I believe it is possible within envoy to detect a bad backend and automatically remove it from the load balancing pool, so why can the proxy not determine that certain backend instances are unavailable and remove them from the pool? No coordination needed and it also handles other cases where the backend is bad such as overload or deadlock?
It also seems like part of your pain point is that there is an any-to-any relationship between proxy and backend, but that doesn’t need to be the case necessarily, cell based architecture with shuffle sharding of backends between cells can help alleviate that fundamental pain. Part of the advantage of this is that config and code changes can then be rolled out cell by cell which is much safer as if your code/configs cause a fault in a cell it will only affect a subset of infrastructure. And if you did shuffle sharding correctly, it should have a negligible affect when a single cell goes down.
Ok, again: this isn't a cluster of load balancers in front of a discrete collection of app servers in a data center. It's thousands of load balancers handling millions of applications scattered all over the world, with instances going up and down constantly.
The interesting part of this problem isn't noticing that an instance is down. Any load balancer can do that. The interesting problem is noticing than and then informing every proxy in the world.
I feel like a lot of what's happening in these threads is people using a mental model that they'd use for hosting one application globally, or, if not one, then a collection of applications they manage. These are customer applications. We can't assume anything about their request semantics.
> The interesting problem is noticing than and then informing every proxy in the world.
Yes and that is why I suggested why your any-to-any relationship of proxy to application is a decision you have made which is part of the painpoint that caused you to come up with this solution. The fact that any proxy box can proxy to any backend is a choice which was made which created the structure and mental model you are working within. You could batch your proxies into say 1024 cells and then assign a customer app to say 4/1024 cells using shuffle sharding. Then that decomposes the problem into maintaining state within a cell instead of globally.
Im not saying what you did was wrong or dumb, I am saying you are working within a framework that maybe you are not even consciously aware of.
Again: it's the premise of the platform. If you're saying "you picked a hard problem to work on", I guess I agree.
We cannot in fact assign our customers apps to 0.3% of our proxies! When you deploy an app in Chicago on Fly.io, it has to work from a Sydney edge. I mean, that's part of the DX; there are deeper reasons why it would have to work that way (due to BGP4), but we don't even get there before becoming a different platform.
I think the impedance mismatch here is I am assuming we are talking about a hyperscaler cloud where it would be reasonable to have say 1024 proxies per region. Each app would be assigned to 4/1024 proxies in each region.
I have no idea how big of a compute footprint fly.io is, and maybe due to that the design I am suggesting makes no sense for you.
The design you are suggesting makes no sense for us. That's OK! It's an interesting conversation. But no, you can't fix the problem we're trying to solve with shuffle shard.
Out of curiosity, what’s your upper bound latency SLO for propagating this state? (I assume this actually conforms to a percentile histogram and isn’t a single value.)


### Assignment
From first line to last, write out the data precisely as shown.

· · ·

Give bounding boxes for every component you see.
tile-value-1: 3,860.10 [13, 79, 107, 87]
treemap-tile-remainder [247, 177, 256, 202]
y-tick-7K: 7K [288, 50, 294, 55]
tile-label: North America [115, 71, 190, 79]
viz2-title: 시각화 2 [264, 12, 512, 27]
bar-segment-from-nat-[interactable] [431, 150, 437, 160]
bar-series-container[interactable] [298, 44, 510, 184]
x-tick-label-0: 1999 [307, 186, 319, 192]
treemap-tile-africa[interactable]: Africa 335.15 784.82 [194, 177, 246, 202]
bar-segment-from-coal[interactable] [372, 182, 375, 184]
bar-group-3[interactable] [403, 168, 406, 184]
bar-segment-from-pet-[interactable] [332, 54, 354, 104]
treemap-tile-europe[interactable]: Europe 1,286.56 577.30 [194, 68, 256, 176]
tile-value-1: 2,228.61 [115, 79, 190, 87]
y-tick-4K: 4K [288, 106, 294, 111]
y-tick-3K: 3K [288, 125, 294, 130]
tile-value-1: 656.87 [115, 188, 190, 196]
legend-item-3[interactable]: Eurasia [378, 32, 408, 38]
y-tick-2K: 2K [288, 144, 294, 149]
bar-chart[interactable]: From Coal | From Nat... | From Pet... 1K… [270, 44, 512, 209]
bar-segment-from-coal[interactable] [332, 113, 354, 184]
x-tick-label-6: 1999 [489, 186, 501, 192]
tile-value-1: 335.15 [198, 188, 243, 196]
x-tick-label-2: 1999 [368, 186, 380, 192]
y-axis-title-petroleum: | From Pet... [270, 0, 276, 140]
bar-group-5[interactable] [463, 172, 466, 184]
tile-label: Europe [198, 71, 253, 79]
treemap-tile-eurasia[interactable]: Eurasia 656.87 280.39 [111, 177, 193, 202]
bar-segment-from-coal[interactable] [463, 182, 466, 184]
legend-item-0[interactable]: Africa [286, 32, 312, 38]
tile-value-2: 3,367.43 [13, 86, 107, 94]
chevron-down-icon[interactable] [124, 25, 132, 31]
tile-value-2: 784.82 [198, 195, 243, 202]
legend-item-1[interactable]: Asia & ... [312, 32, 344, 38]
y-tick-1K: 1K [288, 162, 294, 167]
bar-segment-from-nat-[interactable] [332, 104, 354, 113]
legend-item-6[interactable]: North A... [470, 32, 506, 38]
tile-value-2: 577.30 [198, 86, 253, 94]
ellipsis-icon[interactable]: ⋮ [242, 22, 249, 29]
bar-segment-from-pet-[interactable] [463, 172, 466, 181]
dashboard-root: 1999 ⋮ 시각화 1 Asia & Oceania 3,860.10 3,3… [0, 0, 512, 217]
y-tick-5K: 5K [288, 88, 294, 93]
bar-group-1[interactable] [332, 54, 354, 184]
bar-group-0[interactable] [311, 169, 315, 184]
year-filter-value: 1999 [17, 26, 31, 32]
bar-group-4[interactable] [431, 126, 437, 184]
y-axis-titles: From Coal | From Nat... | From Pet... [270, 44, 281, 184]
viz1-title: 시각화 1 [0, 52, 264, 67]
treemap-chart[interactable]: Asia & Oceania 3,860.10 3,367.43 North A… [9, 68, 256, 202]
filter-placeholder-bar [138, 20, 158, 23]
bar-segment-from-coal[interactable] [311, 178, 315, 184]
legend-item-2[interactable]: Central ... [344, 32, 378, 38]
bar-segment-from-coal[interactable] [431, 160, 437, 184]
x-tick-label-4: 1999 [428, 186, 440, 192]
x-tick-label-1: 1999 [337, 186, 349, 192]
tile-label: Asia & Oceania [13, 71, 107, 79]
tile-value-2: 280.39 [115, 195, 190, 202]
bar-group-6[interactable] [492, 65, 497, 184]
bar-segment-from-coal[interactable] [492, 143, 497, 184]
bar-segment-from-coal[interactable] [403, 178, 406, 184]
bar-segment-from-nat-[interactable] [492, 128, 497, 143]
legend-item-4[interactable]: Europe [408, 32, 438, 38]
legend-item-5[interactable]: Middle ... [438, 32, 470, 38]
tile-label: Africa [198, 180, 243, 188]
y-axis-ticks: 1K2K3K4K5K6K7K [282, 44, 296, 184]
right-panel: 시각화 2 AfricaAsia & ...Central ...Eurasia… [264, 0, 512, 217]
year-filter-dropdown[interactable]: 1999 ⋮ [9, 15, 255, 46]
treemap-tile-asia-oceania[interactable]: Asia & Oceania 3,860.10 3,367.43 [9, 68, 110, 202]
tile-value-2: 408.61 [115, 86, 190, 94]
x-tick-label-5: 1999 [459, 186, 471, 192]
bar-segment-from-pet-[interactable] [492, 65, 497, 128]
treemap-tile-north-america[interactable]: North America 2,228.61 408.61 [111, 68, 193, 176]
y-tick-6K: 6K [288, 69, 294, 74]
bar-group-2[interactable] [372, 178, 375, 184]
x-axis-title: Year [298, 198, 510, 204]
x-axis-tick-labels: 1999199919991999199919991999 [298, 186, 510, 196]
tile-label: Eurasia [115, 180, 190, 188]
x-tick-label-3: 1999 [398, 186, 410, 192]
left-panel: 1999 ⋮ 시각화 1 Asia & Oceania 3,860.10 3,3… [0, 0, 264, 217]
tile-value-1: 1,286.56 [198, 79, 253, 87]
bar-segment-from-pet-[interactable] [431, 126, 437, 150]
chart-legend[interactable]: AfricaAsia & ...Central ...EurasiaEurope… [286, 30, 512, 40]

· · ·

### Result for this exercise
Give bounding boxes for every component you see.
tile-value-1: 3,860.10 [13, 79, 107, 87]
treemap-tile-remainder [247, 177, 256, 202]
y-tick-7K: 7K [288, 50, 294, 55]
tile-label: North America [115, 71, 190, 79]
viz2-title: 시각화 2 [264, 12, 512, 27]
bar-segment-from-nat-[interactable] [431, 150, 437, 160]
bar-series-container[interactable] [298, 44, 510, 184]
x-tick-label-0: 1999 [307, 186, 319, 192]
treemap-tile-africa[interactable]: Africa 335.15 784.82 [194, 177, 246, 202]
bar-segment-from-coal[interactable] [372, 182, 375, 184]
bar-group-3[interactable] [403, 168, 406, 184]
bar-segment-from-pet-[interactable] [332, 54, 354, 104]
treemap-tile-europe[interactable]: Europe 1,286.56 577.30 [194, 68, 256, 176]
tile-value-1: 2,228.61 [115, 79, 190, 87]
y-tick-4K: 4K [288, 106, 294, 111]
y-tick-3K: 3K [288, 125, 294, 130]
tile-value-1: 656.87 [115, 188, 190, 196]
legend-item-3[interactable]: Eurasia [378, 32, 408, 38]
y-tick-2K: 2K [288, 144, 294, 149]
bar-chart[interactable]: From Coal | From Nat... | From Pet... 1K… [270, 44, 512, 209]
bar-segment-from-coal[interactable] [332, 113, 354, 184]
x-tick-label-6: 1999 [489, 186, 501, 192]
tile-value-1: 335.15 [198, 188, 243, 196]
x-tick-label-2: 1999 [368, 186, 380, 192]
y-axis-title-petroleum: | From Pet... [270, 0, 276, 140]
bar-group-5[interactable] [463, 172, 466, 184]
tile-label: Europe [198, 71, 253, 79]
treemap-tile-eurasia[interactable]: Eurasia 656.87 280.39 [111, 177, 193, 202]
bar-segment-from-coal[interactable] [463, 182, 466, 184]
legend-item-0[interactable]: Africa [286, 32, 312, 38]
tile-value-2: 3,367.43 [13, 86, 107, 94]
chevron-down-icon[interactable] [124, 25, 132, 31]
tile-value-2: 784.82 [198, 195, 243, 202]
legend-item-1[interactable]: Asia & ... [312, 32, 344, 38]
y-tick-1K: 1K [288, 162, 294, 167]
bar-segment-from-nat-[interactable] [332, 104, 354, 113]
legend-item-6[interactable]: North A... [470, 32, 506, 38]
tile-value-2: 577.30 [198, 86, 253, 94]
ellipsis-icon[interactable]: ⋮ [242, 22, 249, 29]
bar-segment-from-pet-[interactable] [463, 172, 466, 181]
dashboard-root: 1999 ⋮ 시각화 1 Asia & Oceania 3,860.10 3,3… [0, 0, 512, 217]
y-tick-5K: 5K [288, 88, 294, 93]
bar-group-1[interactable] [332, 54, 354, 184]
bar-group-0[interactable] [311, 169, 315, 184]
year-filter-value: 1999 [17, 26, 31, 32]
bar-group-4[interactable] [431, 126, 437, 184]
y-axis-titles: From Coal | From Nat... | From Pet... [270, 44, 281, 184]
viz1-title: 시각화 1 [0, 52, 264, 67]
treemap-chart[interactable]: Asia & Oceania 3,860.10 3,367.43 North A… [9, 68, 256, 202]
filter-placeholder-bar [138, 20, 158, 23]
bar-segment-from-coal[interactable] [311, 178, 315, 184]
legend-item-2[interactable]: Central ... [344, 32, 378, 38]
bar-segment-from-coal[interactable] [431, 160, 437, 184]
x-tick-label-4: 1999 [428, 186, 440, 192]
x-tick-label-1: 1999 [337, 186, 349, 192]
tile-label: Asia & Oceania [13, 71, 107, 79]
tile-value-2: 280.39 [115, 195, 190, 202]
bar-group-6[interactable] [492, 65, 497, 184]
bar-segment-from-coal[interactable] [492, 143, 497, 184]
bar-segment-from-coal[interactable] [403, 178, 406, 184]
bar-segment-from-nat-[interactable] [492, 128, 497, 143]
legend-item-4[interactable]: Europe [408, 32, 438, 38]
legend-item-5[interactable]: Middle ... [438, 32, 470, 38]
tile-label: Africa [198, 180, 243, 188]
y-axis-ticks: 1K2K3K4K5K6K7K [282, 44, 296, 184]
right-panel: 시각화 2 AfricaAsia & ...Central ...Eurasia… [264, 0, 512, 217]
year-filter-dropdown[interactable]: 1999 ⋮ [9, 15, 255, 46]
treemap-tile-asia-oceania[interactable]: Asia & Oceania 3,860.10 3,367.43 [9, 68, 110, 202]
tile-value-2: 408.61 [115, 86, 190, 94]
x-tick-label-5: 1999 [459, 186, 471, 192]
bar-segment-from-pet-[interactable] [492, 65, 497, 128]
treemap-tile-north-america[interactable]: North America 2,228.61 408.61 [111, 68, 193, 176]
y-tick-6K: 6K [288, 69, 294, 74]
bar-group-2[interactable] [372, 178, 375, 184]
x-axis-title: Year [298, 198, 510, 204]
x-axis-tick-labels: 1999199919991999199919991999 [298, 186, 510, 196]
tile-label: Eurasia [115, 180, 190, 188]
x-tick-label-3: 1999 [398, 186, 410, 192]
left-panel: 1999 ⋮ 시각화 1 Asia & Oceania 3,860.10 3,3… [0, 0, 264, 217]
tile-value-1: 1,286.56 [198, 79, 253, 87]
bar-segment-from-pet-[interactable] [431, 126, 437, 150]
chart-legend[interactable]: AfricaAsia & ...Central ...EurasiaEurope… [286, 30, 512, 40]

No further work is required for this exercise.